The region around Jerusalem has a long history of religious practices.
Those practices might date back to the Stone Age.
The people who lived in a recently discovered 9,000-year-old city just outside present-day Jerusalem were likely people of faith, according to an archaeologist who co-led the excavation.
“They carried out rituals and honoured their deceased ancestors,” Jacob Vardi, an archaeologist who co-directed the excavation, told Religion News Service.
Discovered during an exploratory dig prior to the construction of a new road five kilometers from Jerusalem, the city dates back to the Neolithic Period, also known as the New Stone Age. It predates the first known settlement in Jerusalem by about 3,500 years.
The Israel Antiquities Authority, which unveiled the site on 16th July, said 2,000 to 3,000 people lived in the ancient city, “one of the largest of its kind in the region”.
This is the first time a prehistoric settlement from this time period has been discovered in central Israel.
Scientists had believed “the Judea area was empty” of settlements from this time, the Israel Antiquities Authority said in a statement.

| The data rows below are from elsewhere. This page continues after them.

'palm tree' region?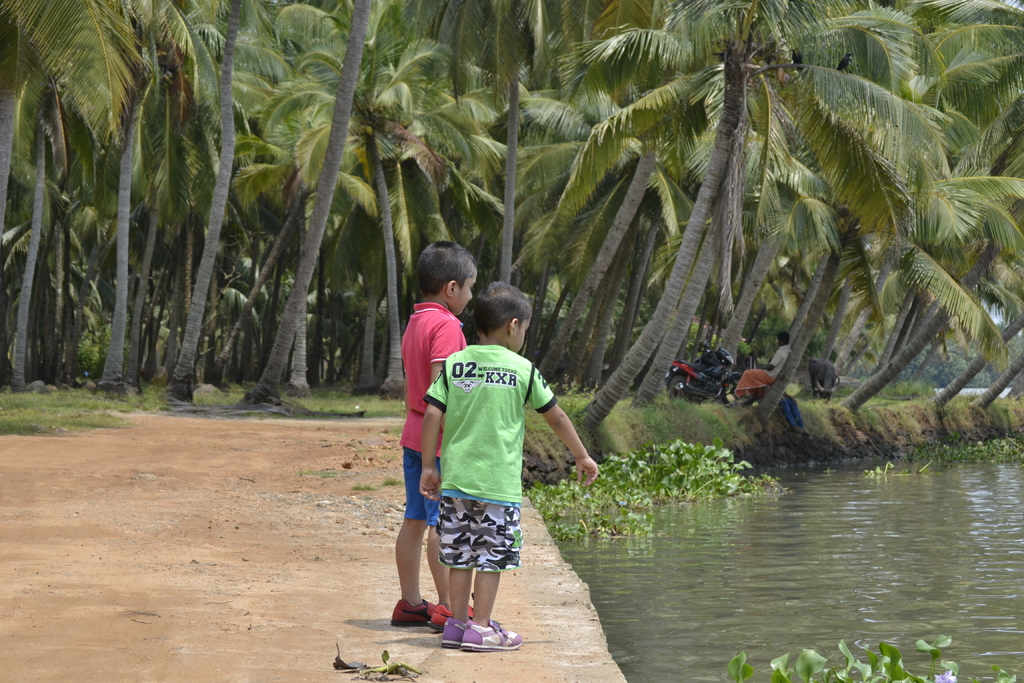
l=846, t=0, r=1023, b=420
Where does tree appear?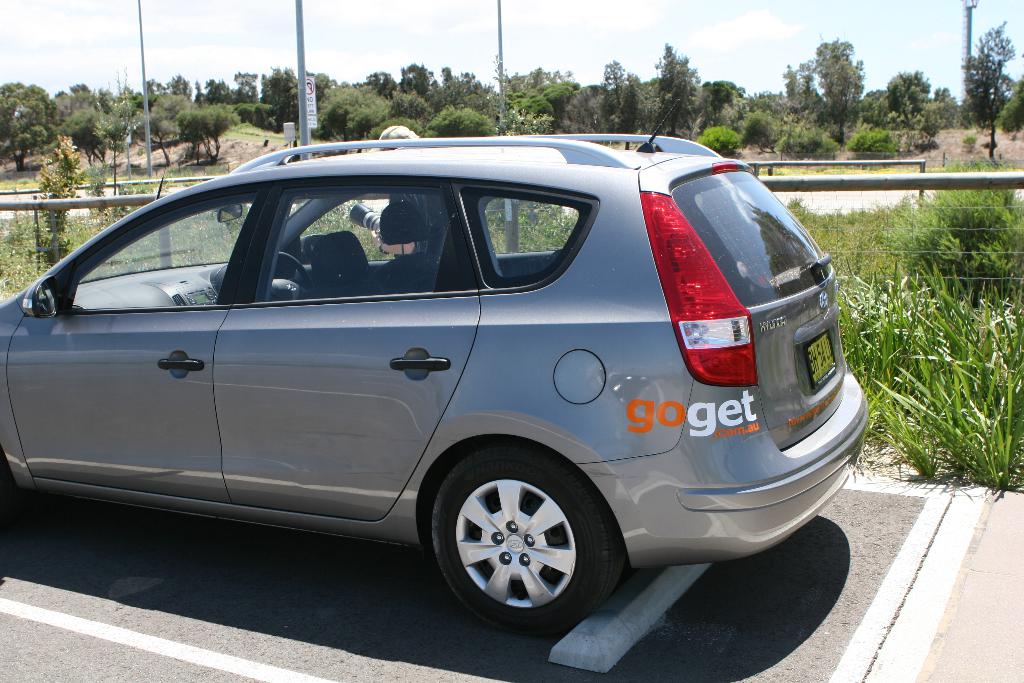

“Instead of an uninhabited area from that period, we have found a complex site, where varied economic means of subsistence existed, and all this only several dozens of centimeters below the surface,” the authority said.
During the 16-month excavation, archaeologists discovered large buildings, separated by well-planned alleys, used for residential and public purposes.
Some of the buildings contained plaster remnants.
Pieces of jewelry (including bracelets made of stone and mother of pearl), figurines, locally made flint axes, sickle blades, knives and thousands of arrowheads were also unearthed.
Read the article by Michele Chabin in Sight Magazine.